● Instructions for the task: Copy nothing but the text: reproduce each line of the listing exactly and leave the pictures out.

- - - - - - -

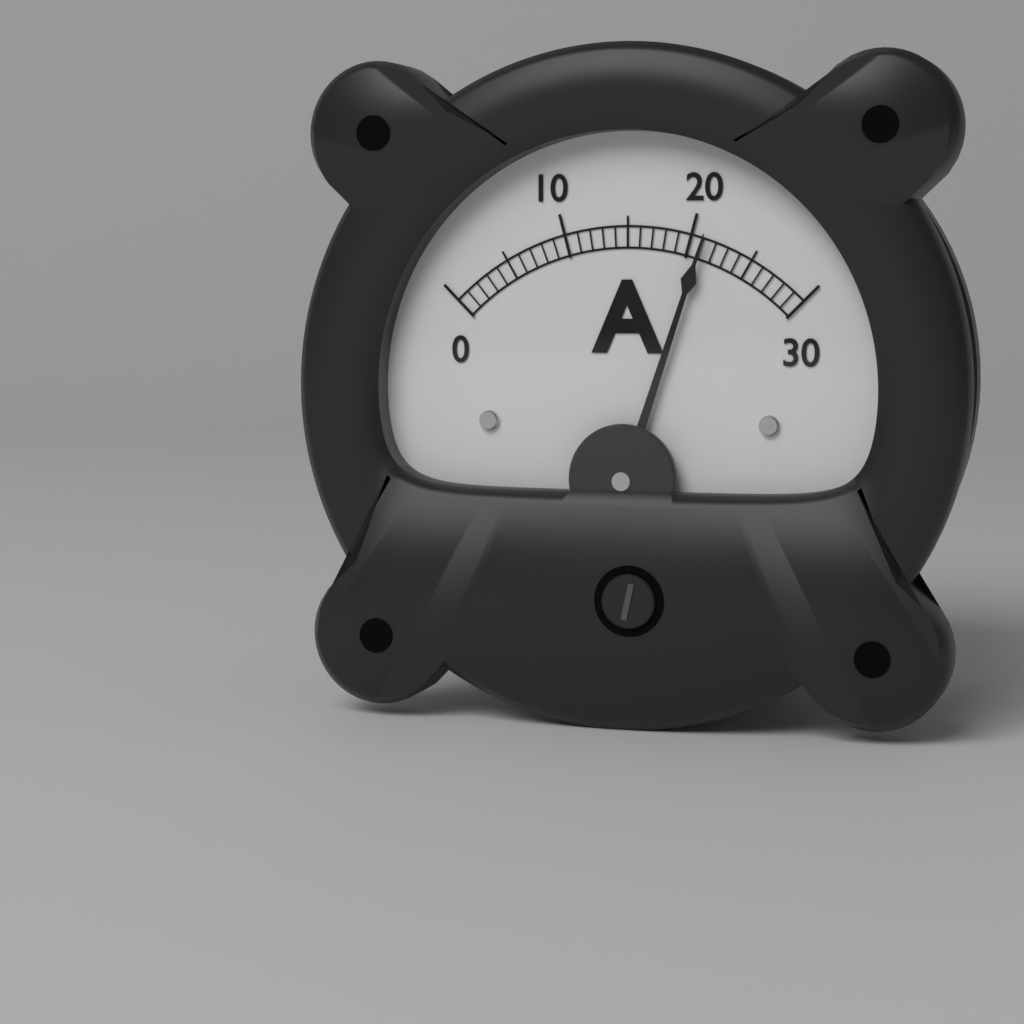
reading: 21 A
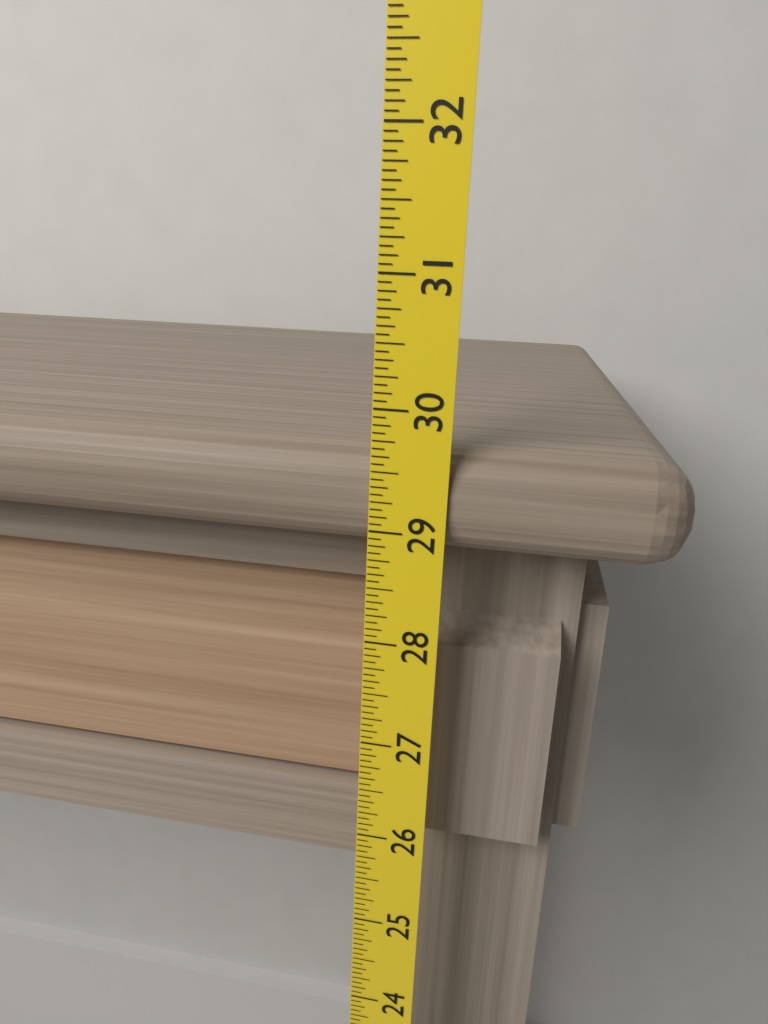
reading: 29.6875 (no unit)
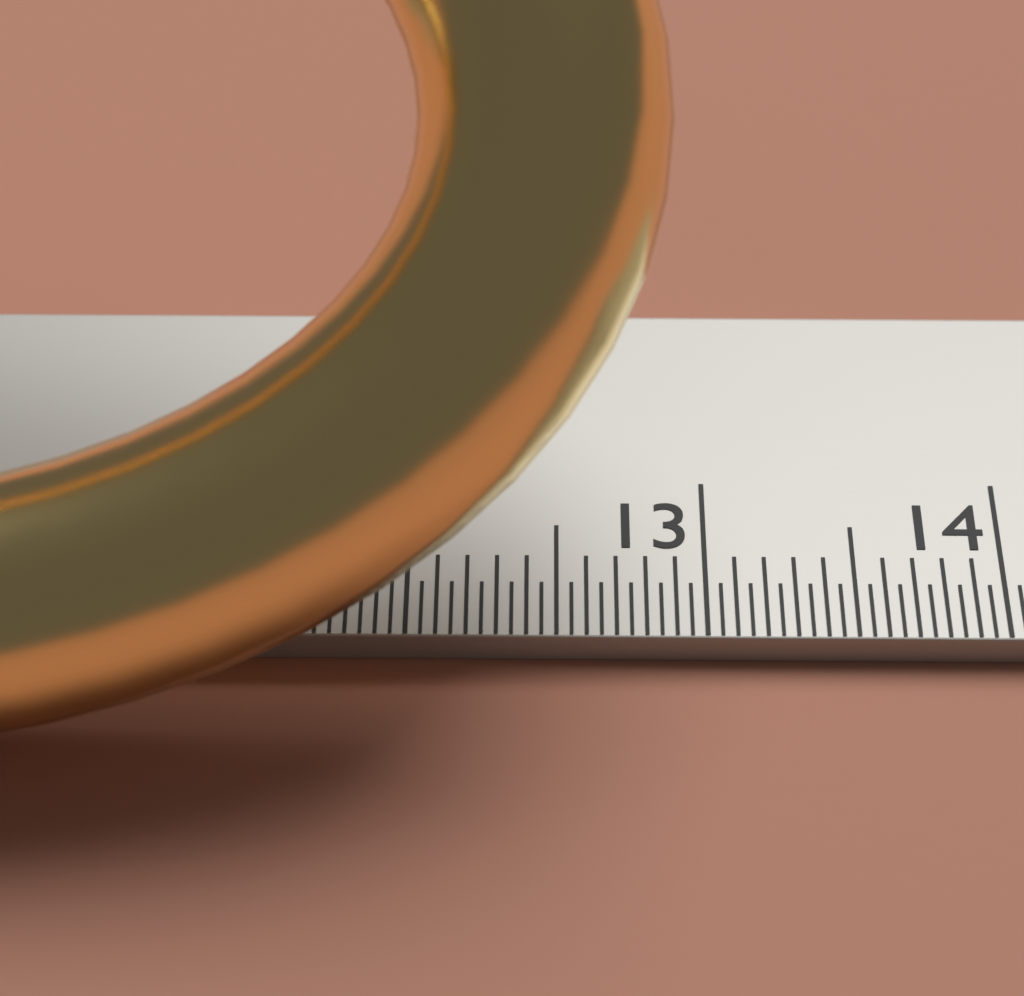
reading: 12.85 cm
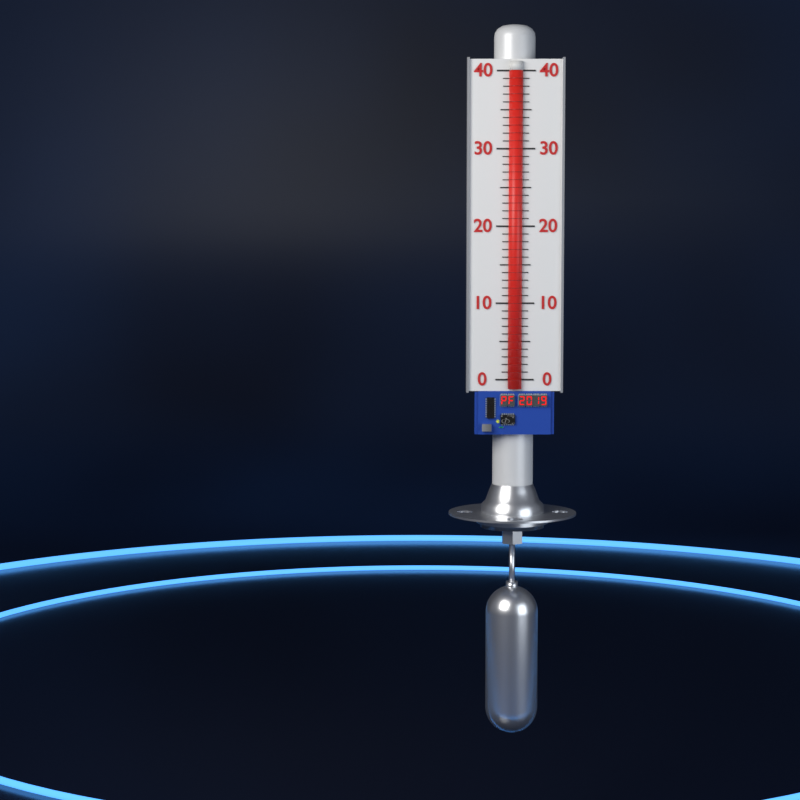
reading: 40 (no unit)
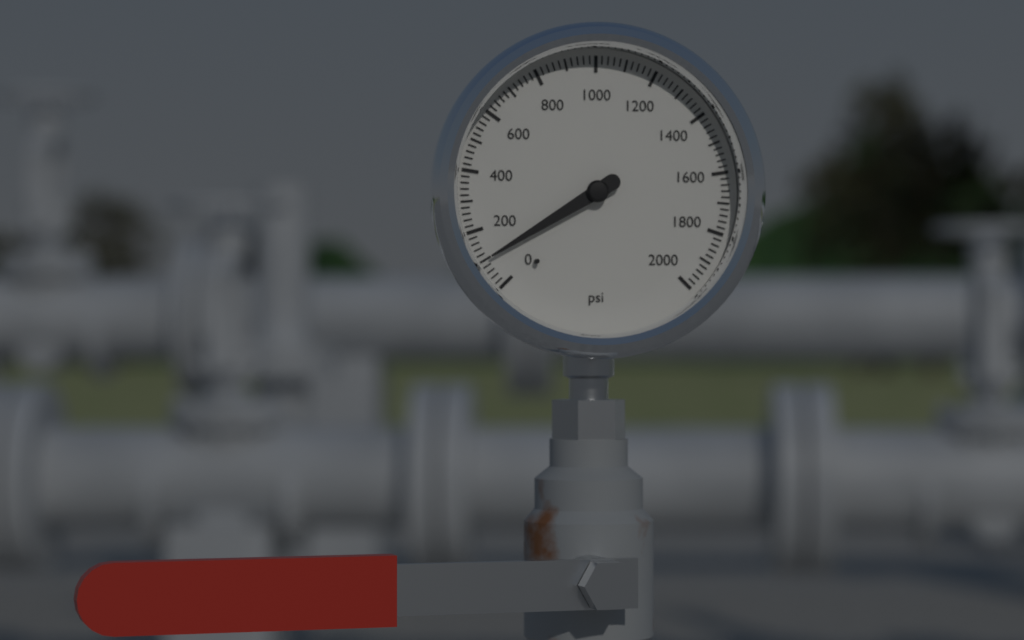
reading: 100 psi
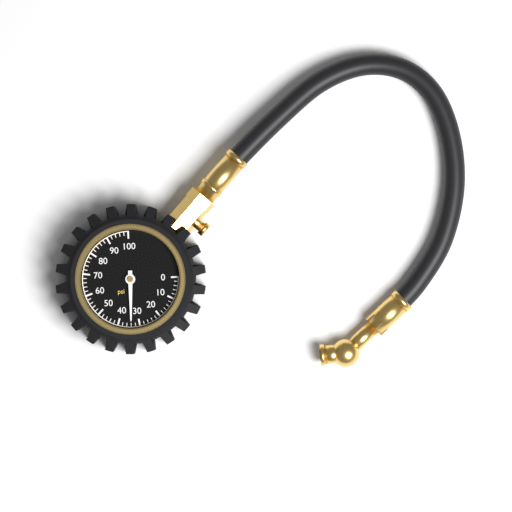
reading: 34 psi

- - - - - - -

● Your response:
reading: 21 A
reading: 29.6875 (no unit)
reading: 12.85 cm
reading: 40 (no unit)
reading: 100 psi
reading: 34 psi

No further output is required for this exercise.